28 October 2016

Testing the right to know through the courts

Like the mythical Kraken SAHA has extended its tentacles, grappling a number of ships in the ocean of access to information. Put differently SAHA is engaged in several litigious matters in an attempt to gain access to records, held by government and its agencies, that will benefit the public. In what follows SAHA provides an update explaining where each matter is in the court process.

Section 29 hearing transcripts”

The Section 29 hearings were closed hearings of South Africa’s Truth and Reconciliation Commission (TRC), held under Section 29 of the Promotion of National Unity and Reconciliation Act, 1995 (the TRC Act). SAHA submitted a request to the Department of Justice, in 2013, for copies of the transcripts of these hearings. The request was denied, and the appeal against the denial deemed refused by operation of law, due to the failure of the Minister of Justice to provide a decision.
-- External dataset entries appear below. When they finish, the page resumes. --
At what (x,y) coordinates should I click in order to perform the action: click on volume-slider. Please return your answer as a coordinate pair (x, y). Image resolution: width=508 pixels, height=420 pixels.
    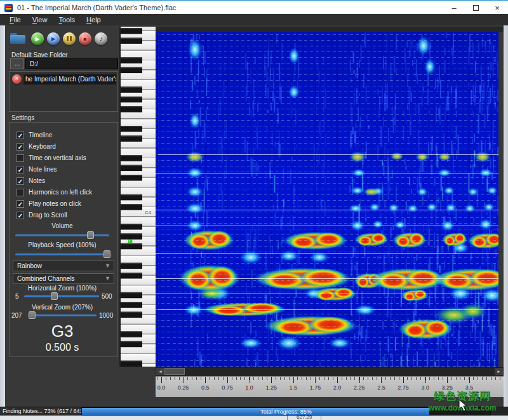
    Looking at the image, I should click on (62, 235).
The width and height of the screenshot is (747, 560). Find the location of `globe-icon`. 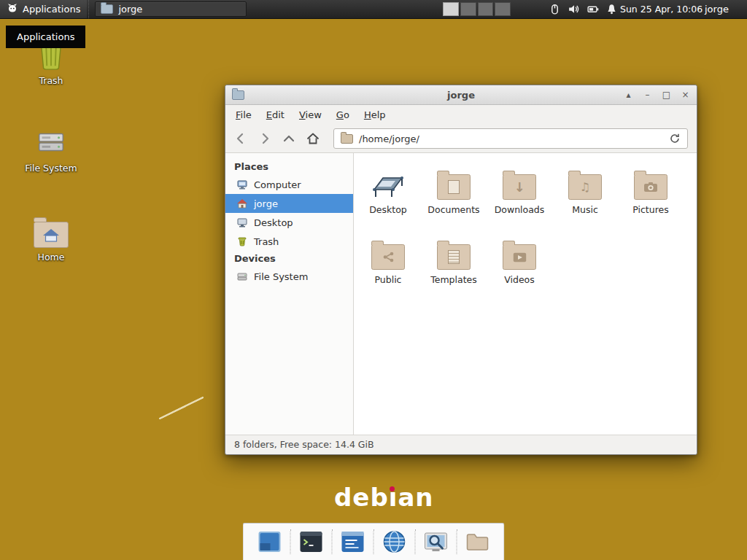

globe-icon is located at coordinates (395, 542).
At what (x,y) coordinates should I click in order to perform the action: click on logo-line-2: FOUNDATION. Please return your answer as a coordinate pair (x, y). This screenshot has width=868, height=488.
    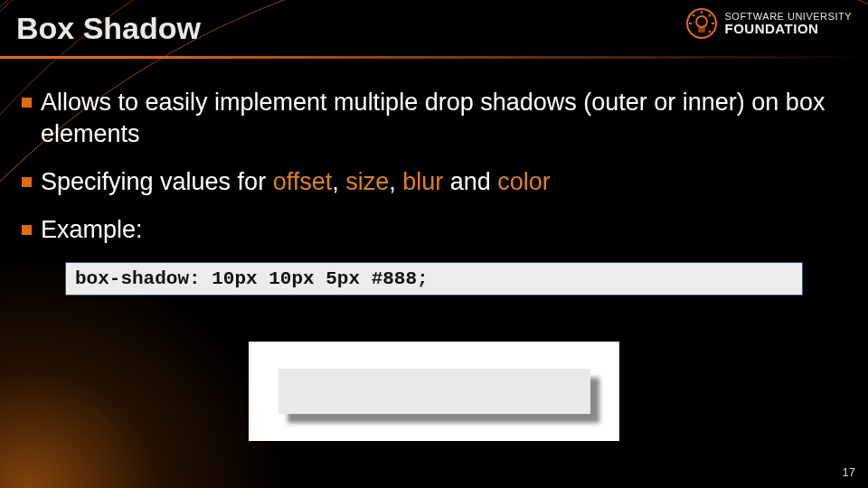
    Looking at the image, I should click on (788, 29).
SAHA therefore issued court papers in 2014 to force the department to grant access, in terms of the request, to the transcripts. This litigation was also strategically aimed at getting juticial precident around access to information related to human rights abuses committed during the apartheid era. Since December of 2014 SAHA and the department have, through our lawyers, been in settlement negotiations. The department has released a number transcripts to SAHA, and most of these are already accessible on SAHA’s website. We appear to be in the final stretch and anticipate that this matter will be finally wound up before the end of the year.

Strategic litigation

In the latter half of 2013 and the first half of 2014, in consultation with various researchers, a range of PAIA requests were submitted by SAHA for various records either from the apartheid era or related to the securitisation of the state.  Responses and deemed responses to those requests led to the identification of a range of substantive and technical issues that have been challenged by SAHA through the institution of strategic litigation in 2014, 2015 and 2016. This includes litigation against the following public institutions:

Department of Justice

This litigation relates to eight separate PAIA requests to the Department of Justice all refused on the same or similar grounds. Since the launch of the litigation, as with the section 29 hearing transcripts, the department has been in settlement negotiations with SAHA. SAHA anticipates receiving feedback on queries raised, through our lawyers, with the department in relation to attempts at settlement, and, as with the section 29 hearing transcripts, is hopeful that the matter will be settled by the end of the year 2016.

South African Reserve Bank

This matter relates to a request for records related to suspected financial corruption that may have occurred during the apartheid era, including fraud through manipulation of the financial rand dual currency, foreign exchange or the forging of Eskom bonds. The application, brought against the South African Reserve Bank (SARB) in February 2016, is on the verge of being heard by the Johannesburg High Court. SAHA’s Heads of Argument have been filled and we are awaiting the filing of the SARB’s Heads of Argument early in November 2016, where after the matter will be set down for hearing by the court. SAHA is arguing that the SARB has misconceived the sections of PAIA on which it is relying in refusing the request, and that, in any event, these records should be released in the public interest.

Department of Defence

This matter relates to two separate PAIA requests. One, for apartheid-era documents which will, if released to SAHA, likely provide insight into historical controls over the use of public funds by the apartheid military, potentially containing details of criminal conduct that should be aired publicly. The other, for post-apartheid era records likely to shed light on the effectiveness of measures put in place post-apartheid to guard against the re-occurrence of the types of abuses perpetrated under apartheid.

This past February, after more than two years of protracted negotiations with the department in an attempt to settle these requests outside of court, SAHA launched litigation. Since the launch of litigation the department has made some feeble attempts at addressing one of the two requests, but the department’s responses remain non-compliant with the provisions of PAIA.

We have instructed our attorneys to write to the department requesting urgent rectification of the shortfalls in their responses, failing which the matter will be set down for hearing.  There is a strong indication that in this matter that the DOD is not willing to play ball, despite the risk of an adverse judgment against them looming and that the matter will after all proceed to court.

Office of the Auditor General

This litigation arose out of the refusal of requests for records related to possible failures in modern day intelligence services, tax exemptions on the export, by the diamond company De Beers, of uncut diamonds from South Africa in 1992 and 1993, and the use of secret funding during the apartheid era to promote the policies of that regime. After the set down of the matter in April 2016, the Office of the Auditor General (OAG) through its attorneys has engaged with SAHA and its attorneys on resolving the matter out of court. Whilst SAHA has not abandoned its application there have been several instances where the settlement negotiations have been fruitful. Without disclosing too much SAHA can reveal that it has received several hundred pages of interesting records thus far.

Looking ahead

Overall SAHA is maintaining the ships steerage head on from afore/bow and confident that a number of records in which there is profound public interest will soon be made accessible. SAHA is also hopeful that this litigation will result in legal precedent with respect to some of the more sticky legal issues that arise in relation to access to information requests made in terms of PAIA.